I still have my original Latter-day Saint Missionary Handbook, the small (4.5 inches by 3.5 inches) white, plastic-covered one I carried around for two sweaty, rainy years in South America starting in 1973.

When I opened it this morning, a dried bug and tiny bits of vegetation fell out. Obviously it’s been a while. The handbook is wrinkled, tattered, and, in some places, annotated with handwritten notes best left lost to posterity.

The 40-page booklet constituted guidelines to be followed by missionaries. In some more draconian districts, several pages were required to be read aloud to the assembled district every morning before breakfast.

The occasion of this particular revisit is the announcement that The Church of Jesus Christ of Latter-day Saints soon will issue a new “white bible” to its missionaries.

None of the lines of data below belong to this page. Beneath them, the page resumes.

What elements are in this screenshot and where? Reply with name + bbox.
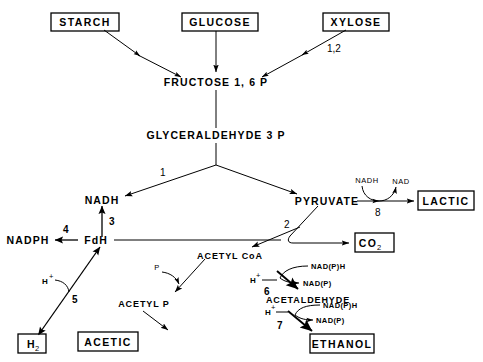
- cofactor-acetaldehyde-out: NAD(P): [303, 279, 332, 288]
- cofactor-lactic-out: NAD: [392, 177, 409, 186]
- cofactor-ethanol-in: NAD(P)H: [323, 301, 357, 310]
- hplus-sup-acetaldehyde: +: [256, 271, 261, 280]
- cofactor-acetaldehyde-in: NAD(P)H: [311, 262, 345, 271]
- cofactors-layer: NADH NAD P NAD(P)H NAD(P) H + NAD(P)H NA…: [0, 0, 483, 362]
- hplus-label-h2: H: [42, 277, 48, 286]
- hplus-sup-h2: +: [49, 272, 54, 281]
- cofactor-ethanol-hplus: H +: [265, 303, 276, 317]
- hplus-sup-ethanol: +: [271, 303, 276, 312]
- pathway-diagram: STARCH GLUCOSE XYLOSE LACTIC CO 2 ACETIC…: [0, 0, 483, 362]
- cofactor-acetaldehyde-hplus: H +: [250, 271, 261, 285]
- cofactor-h2-hplus: H +: [42, 272, 54, 286]
- cofactor-lactic-in: NADH: [355, 176, 378, 185]
- cofactor-ethanol-out: NAD(P): [316, 316, 345, 325]
- cofactor-acetyl-p-phosphate: P: [154, 263, 160, 272]
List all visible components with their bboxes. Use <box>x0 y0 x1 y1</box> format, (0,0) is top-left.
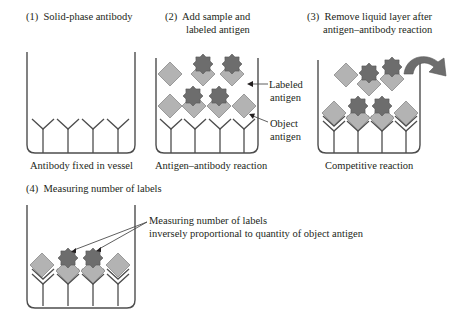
object-antigen-icon <box>322 101 346 125</box>
labeled-antigen-icon <box>207 86 231 118</box>
antibody-icon <box>184 119 206 153</box>
object-antigen-icon <box>106 253 130 277</box>
labeled-antigen-icon <box>191 54 215 86</box>
panel-3-vessel <box>318 57 446 153</box>
object-antigen-icon <box>158 62 182 86</box>
antibody-icon <box>160 119 182 153</box>
panel-2-vessel <box>156 54 268 153</box>
labeled-antigen-icon <box>357 63 381 96</box>
antibody-icon <box>32 119 54 153</box>
labeled-antigen-icon <box>370 96 394 130</box>
labeled-antigen-icon <box>81 248 105 283</box>
object-antigen-icon <box>394 101 418 125</box>
antibody-icon <box>82 119 104 153</box>
labeled-antigen-icon <box>380 57 404 91</box>
immunoassay-diagram <box>0 0 467 325</box>
labeled-antigen-icon <box>56 248 80 283</box>
object-antigen-icon <box>30 253 54 277</box>
object-antigen-icon <box>334 63 358 87</box>
object-antigen-icon <box>158 94 182 118</box>
labeled-antigen-icon <box>346 96 370 130</box>
panel-4-vessel <box>27 205 147 308</box>
antibody-icon <box>209 119 231 153</box>
antibody-icon <box>107 119 129 153</box>
panel-1-vessel <box>27 52 135 153</box>
remove-liquid-arrow-icon <box>404 57 446 76</box>
labeled-antigen-icon <box>182 86 206 118</box>
antibody-icon <box>233 119 255 153</box>
antibody-icon <box>57 119 79 153</box>
labeled-antigen-icon <box>220 54 244 86</box>
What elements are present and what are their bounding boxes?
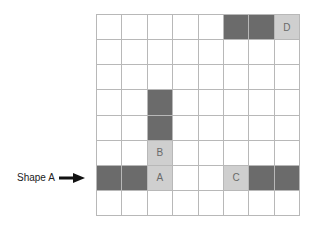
cell-b: B	[148, 141, 173, 166]
grid-cell	[199, 191, 224, 216]
grid-cell	[97, 15, 122, 40]
grid-cell	[173, 191, 198, 216]
grid-cell	[173, 15, 198, 40]
cell-c: C	[224, 166, 249, 191]
grid-cell	[199, 116, 224, 141]
cell-filled	[122, 166, 147, 191]
grid-cell	[249, 40, 274, 65]
cell-filled	[148, 116, 173, 141]
grid-cell	[224, 116, 249, 141]
cell-filled	[148, 90, 173, 115]
grid-cell	[173, 116, 198, 141]
grid-cell	[275, 116, 300, 141]
grid-cell	[122, 15, 147, 40]
grid-cell	[148, 15, 173, 40]
grid-cell	[249, 116, 274, 141]
grid-cell	[97, 191, 122, 216]
grid-cell	[199, 166, 224, 191]
cell-d: D	[275, 15, 300, 40]
grid-cell	[275, 65, 300, 90]
grid-cell	[122, 141, 147, 166]
cell-filled	[275, 166, 300, 191]
grid-cell	[275, 141, 300, 166]
grid-cell	[97, 65, 122, 90]
grid-cell	[249, 141, 274, 166]
grid-cell	[122, 65, 147, 90]
grid-cell	[275, 40, 300, 65]
grid-cell	[173, 90, 198, 115]
grid-cell	[122, 191, 147, 216]
grid-board: DBAC	[96, 14, 300, 216]
grid-cell	[97, 90, 122, 115]
grid-cell	[199, 90, 224, 115]
grid-cell	[249, 191, 274, 216]
cell-filled	[224, 15, 249, 40]
grid-cell	[275, 90, 300, 115]
right-arrow-icon	[59, 173, 85, 183]
grid-cell	[199, 141, 224, 166]
cell-filled	[97, 166, 122, 191]
grid-cell	[199, 15, 224, 40]
cell-a: A	[148, 166, 173, 191]
grid-cell	[173, 141, 198, 166]
shape-a-label: Shape A	[17, 172, 55, 183]
grid-cell	[224, 90, 249, 115]
grid-cell	[97, 40, 122, 65]
grid-cell	[122, 90, 147, 115]
grid-cell	[199, 65, 224, 90]
grid-cell	[275, 191, 300, 216]
shape-a-pointer: Shape A	[17, 172, 85, 183]
cell-filled	[249, 15, 274, 40]
cell-filled	[249, 166, 274, 191]
grid-cell	[199, 40, 224, 65]
grid-cell	[97, 141, 122, 166]
grid-cell	[224, 141, 249, 166]
grid-cell	[148, 65, 173, 90]
grid-cell	[224, 65, 249, 90]
grid-cell	[173, 166, 198, 191]
grid-cell	[148, 40, 173, 65]
grid-cell	[173, 40, 198, 65]
grid-cell	[249, 90, 274, 115]
grid-cell	[173, 65, 198, 90]
grid-cell	[122, 40, 147, 65]
grid-cell	[97, 116, 122, 141]
grid-cell	[148, 191, 173, 216]
grid-cell	[224, 40, 249, 65]
grid-cell	[249, 65, 274, 90]
grid-cell	[122, 116, 147, 141]
grid-cell	[224, 191, 249, 216]
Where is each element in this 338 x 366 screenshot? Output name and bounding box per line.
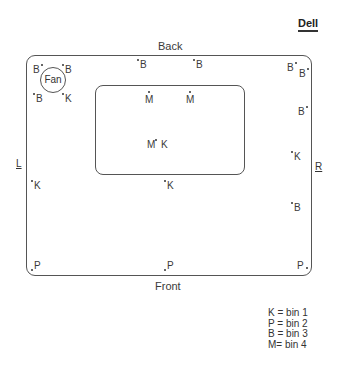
marker-dot-icon	[164, 180, 166, 182]
marker-dot-icon	[306, 267, 308, 269]
marker-letter: B	[196, 60, 203, 70]
marker-dot-icon	[193, 59, 195, 61]
marker-letter: B	[65, 65, 72, 75]
marker-letter: B	[298, 107, 305, 117]
marker-letter: B	[36, 94, 43, 104]
marker-letter: K	[161, 140, 168, 150]
inner-board-outline	[95, 85, 245, 175]
marker-dot-icon	[155, 139, 157, 141]
marker-dot-icon	[62, 64, 64, 66]
marker-dot-icon	[31, 180, 33, 182]
legend-item-m: M= bin 4	[268, 340, 308, 351]
marker-letter: B	[294, 203, 301, 213]
marker-dot-icon	[137, 59, 139, 61]
marker-letter: B	[33, 65, 40, 75]
legend: K = bin 1 P = bin 2 B = bin 3 M= bin 4	[268, 308, 308, 350]
marker-letter: B	[287, 63, 294, 73]
marker-dot-icon	[291, 202, 293, 204]
marker-letter: K	[167, 181, 174, 191]
marker-dot-icon	[148, 91, 150, 93]
marker-letter: B	[140, 60, 147, 70]
fan-label: Fan	[44, 74, 61, 85]
marker-dot-icon	[189, 91, 191, 93]
brand-title: Dell	[298, 18, 318, 32]
marker-dot-icon	[295, 62, 297, 64]
marker-dot-icon	[31, 269, 33, 271]
marker-letter: M	[147, 140, 155, 150]
right-label: R	[315, 161, 322, 172]
marker-dot-icon	[307, 68, 309, 70]
marker-letter: B	[299, 69, 306, 79]
back-label: Back	[158, 41, 182, 51]
marker-dot-icon	[33, 93, 35, 95]
front-label: Front	[155, 281, 181, 291]
fan-circle: Fan	[40, 67, 66, 93]
marker-letter: M	[186, 95, 194, 105]
marker-dot-icon	[41, 64, 43, 66]
marker-dot-icon	[62, 93, 64, 95]
marker-dot-icon	[164, 269, 166, 271]
marker-letter: P	[297, 261, 304, 271]
marker-letter: M	[145, 95, 153, 105]
marker-letter: K	[294, 152, 301, 162]
legend-item-k: K = bin 1	[268, 308, 308, 319]
marker-letter: P	[34, 261, 41, 271]
marker-dot-icon	[291, 151, 293, 153]
left-label: L	[16, 158, 22, 169]
legend-item-b: B = bin 3	[268, 329, 308, 340]
marker-dot-icon	[306, 106, 308, 108]
marker-letter: P	[167, 261, 174, 271]
marker-letter: K	[34, 181, 41, 191]
marker-letter: K	[65, 94, 72, 104]
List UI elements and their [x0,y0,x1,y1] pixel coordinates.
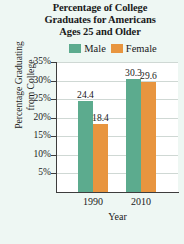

No doubt the Missionary Handbook has been updated previously, although, with churches, you never can tell. The procedures in my white bible sound like they were set down personally by Brigham Young. Here are a few:

“Avoid counseling members on personal matters.”

You mean like which God they should believe in? How much more personal can you get than giving someone advice on how not to got to hell?

“Write your parents every week.”

I kept this guideline, even though it wasn’t always reciprocated. There were weeks when the only letter I received was from the Old Man in Thailand and Vietnam.

“Long experience has shown that it is not wise to telephone home or to talk by telephone to friends.”

Shut up. This might be a workable guideline today (although the church relaxed that rule earlier this year) but back then, we sometimes went for weeks without even seeing a telephone. And when we did, it took at least 30 minutes for a horrendously expensive call to be put through to the United States.

“Do not borrow anything from anyone or loan money, even to your companion.”

I crossed this one out within the first month. While avoiding indebtedness makes sense on a strictly superficial level, ATMs and electronic banking hadn’t been invented yet. Also, we were burglarized on a fairly regular basis. Being able to eat the rest of the week sometimes required a bit of guideline stretching.

“The viewing of television programs should be restricted to such things as conference broadcasts.”

If the people we were visiting had a TV — or even electricity — it’s rare that anything was worth watching. Although, there were times (and companions) when the buffoonery of “Titanes en El Ring” (a wrestling program from Buenos Aires) was the only occasion I had to smile.

“It is against mission policy to engage in water sports.”

Fine, but nobody told the members of the San Jose de Carrasco branch, who automatically “rebaptized” all new elders to their area by throwing them into the ocean.

We were counseled to avoid contact sports, making fun of local customs, and having pets. That last one I completely ignored. The final five months of my mission were spent with a dog named Lurch, one the best/smartest companions ever.

“Correspondence with anyone of the opposite sex living within the mission boundaries is against mission policy.”

This guideline I faithfully kept. Never even came close to breaking it. Fat lot of good it did me, though, because I became sexually involved with a female missionary from the same mission anyway.

We managed to dodge severe church discipline, because we were home six months and married by the time any of that happened.

The rest of my battered white bible contains assorted reverse logic comments, the occasional blasphemous thought, a Scotch-taped tick I got out of Lurch’s ear, pictures of my parents, blurrily underlined passages, and my blood type.

Hopefully, the new “white bible” will be easier to follow. We are, after all, talking about kids.